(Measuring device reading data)
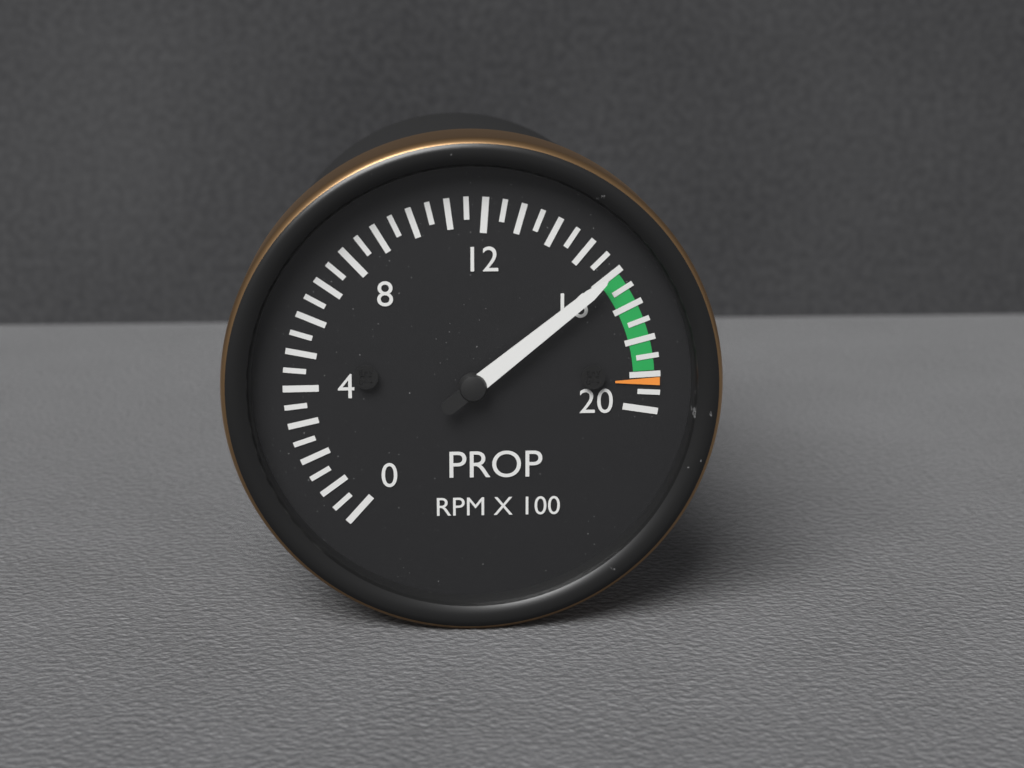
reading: 16.0 RPM X 100
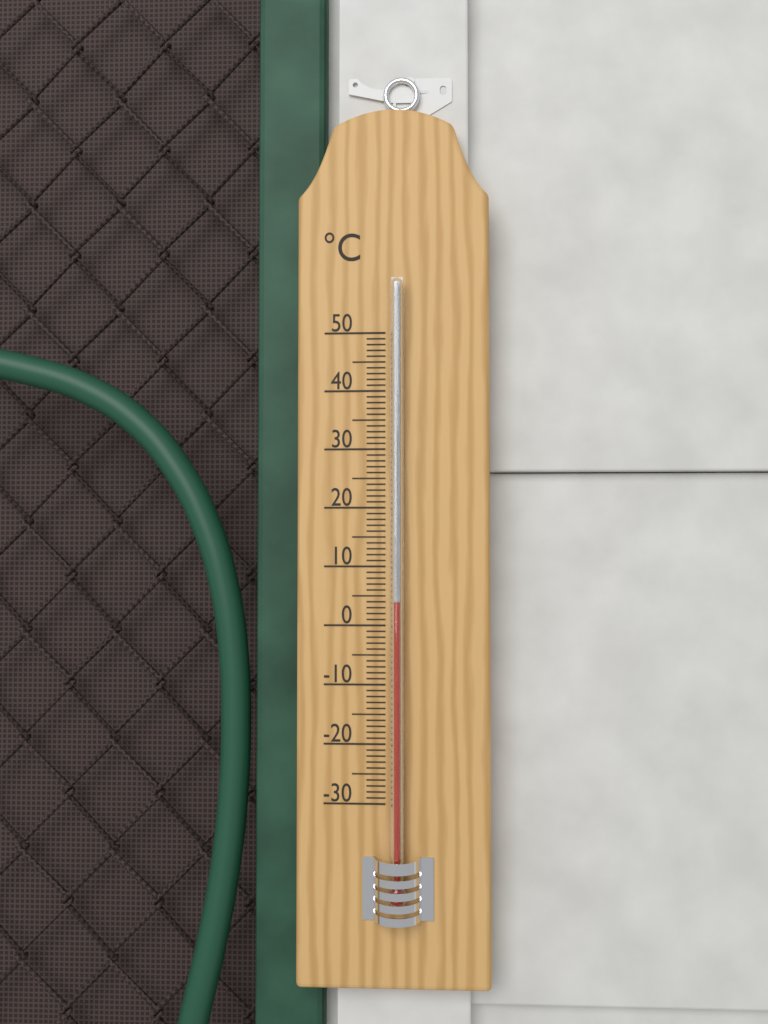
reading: 4 °C
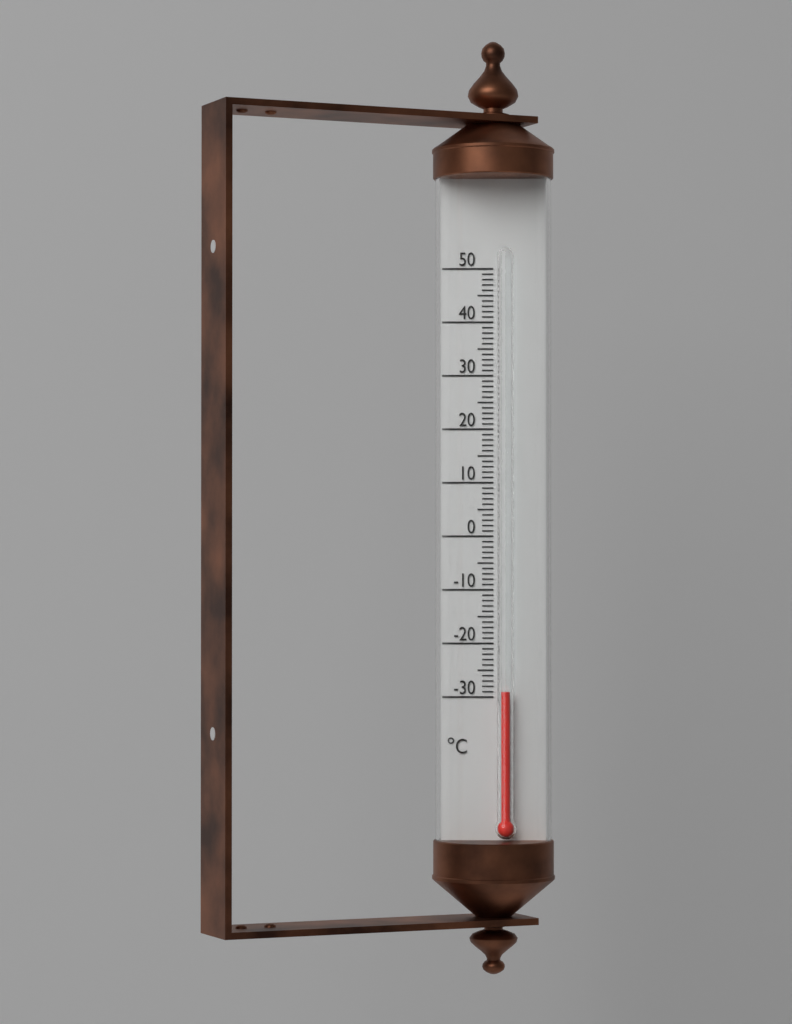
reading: -29 °C
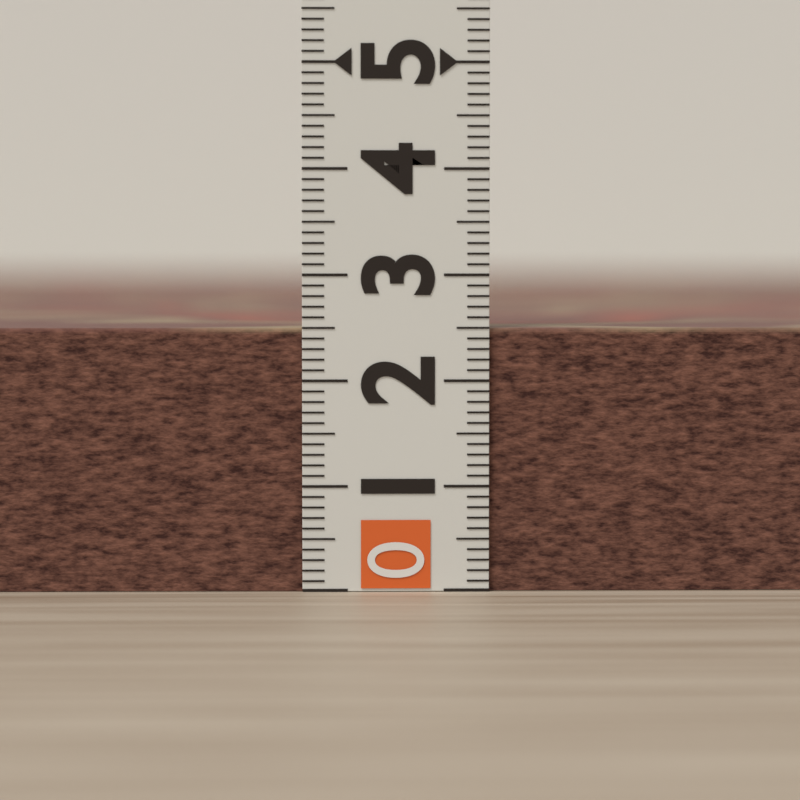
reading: 2.5 (no unit)
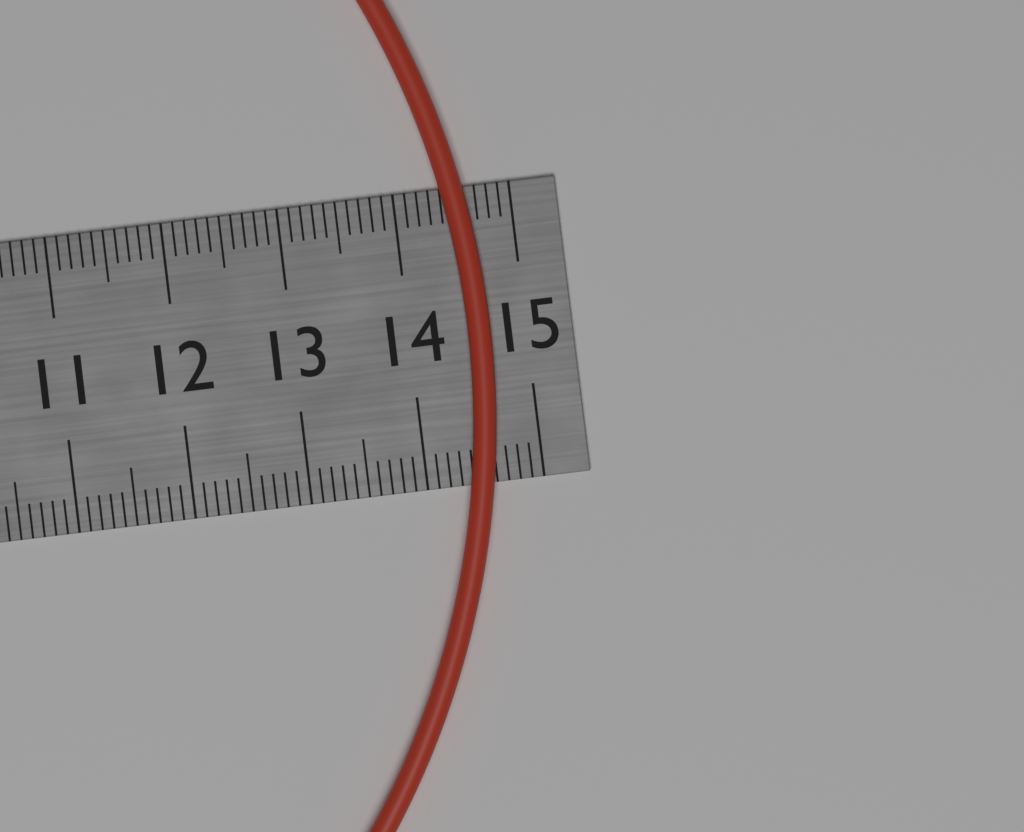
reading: 14.7 cm
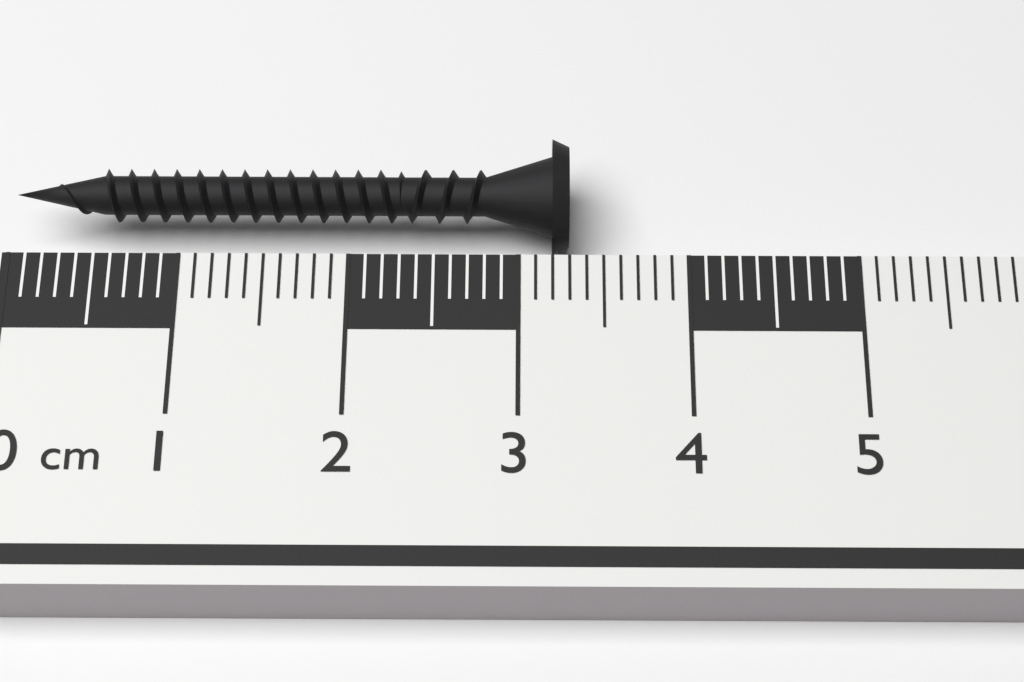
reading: 3.3 cm
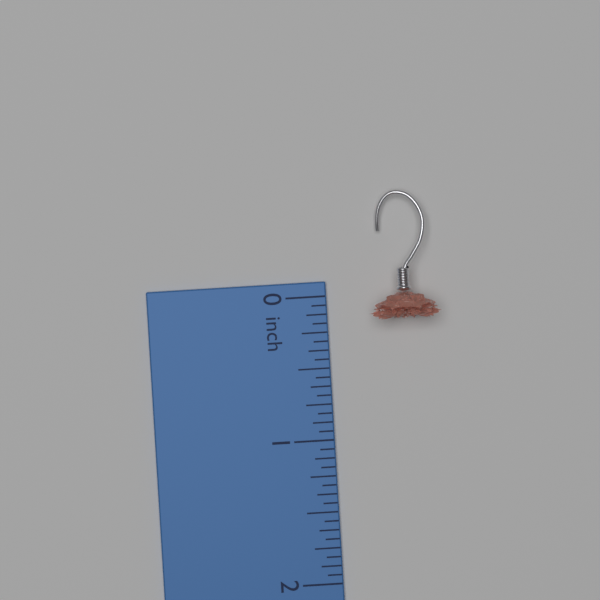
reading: 0.1875 inch
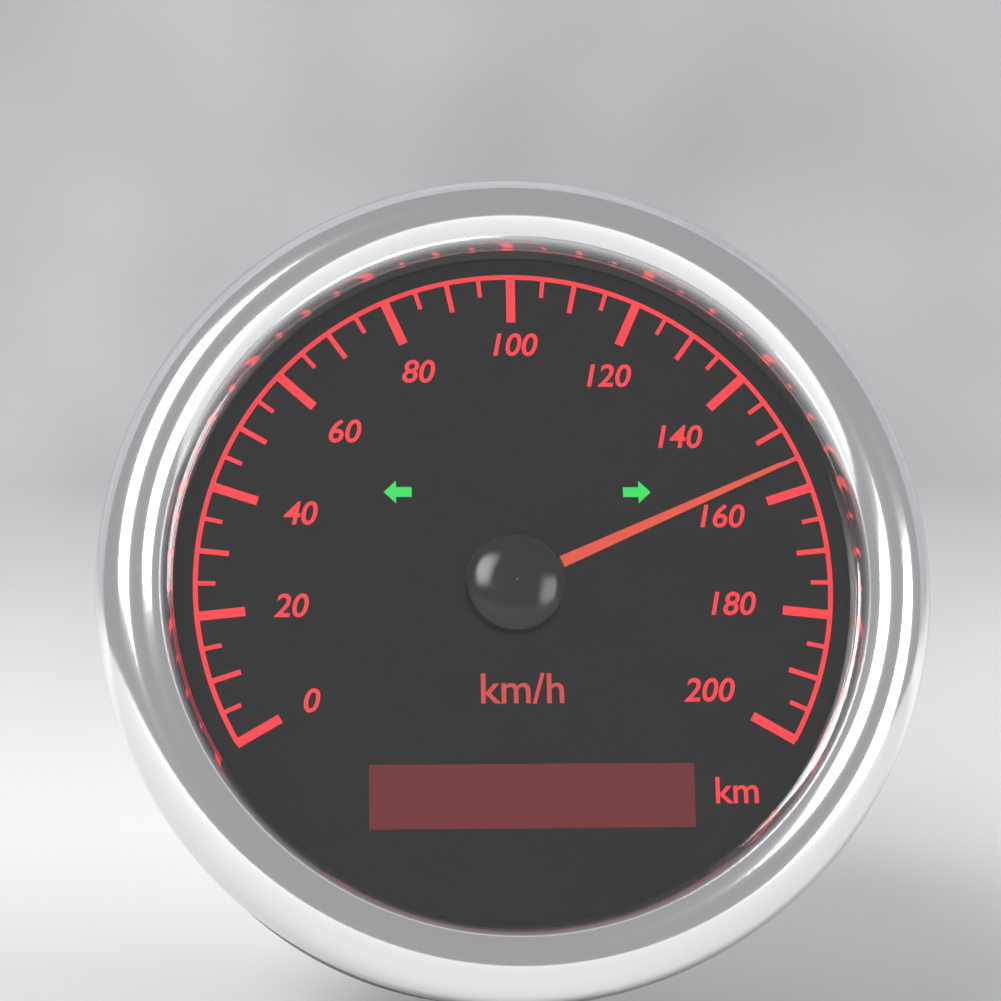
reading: 155 km/h
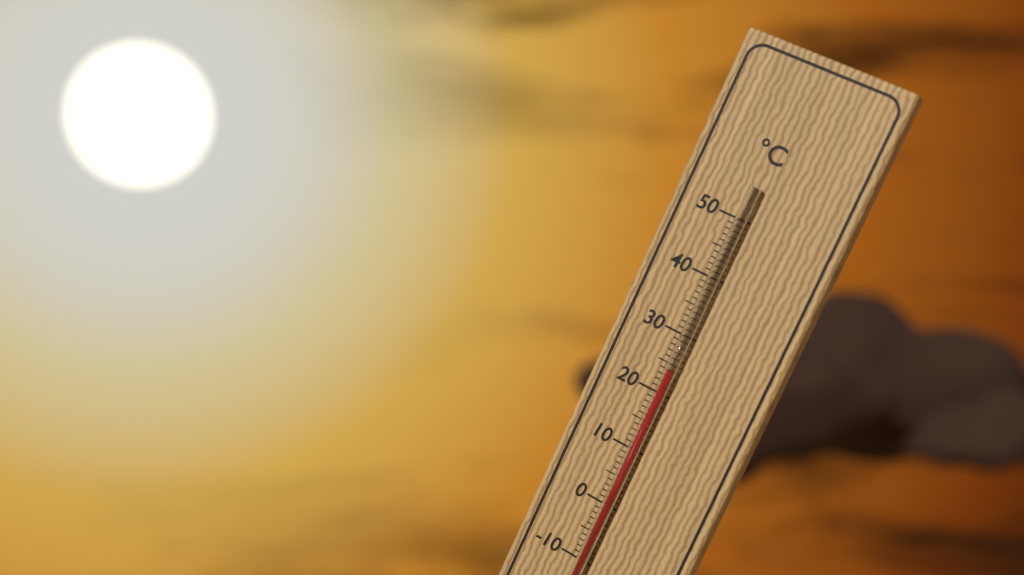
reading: 24 °C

▶ _Work order_: Find the line containing "reading: 4 °C" in the records above and restate it, and each line after it through the end, word for word, dropping the pictures.

▶ _The completed task_:
reading: 4 °C
reading: -29 °C
reading: 2.5 (no unit)
reading: 14.7 cm
reading: 3.3 cm
reading: 0.1875 inch
reading: 155 km/h
reading: 24 °C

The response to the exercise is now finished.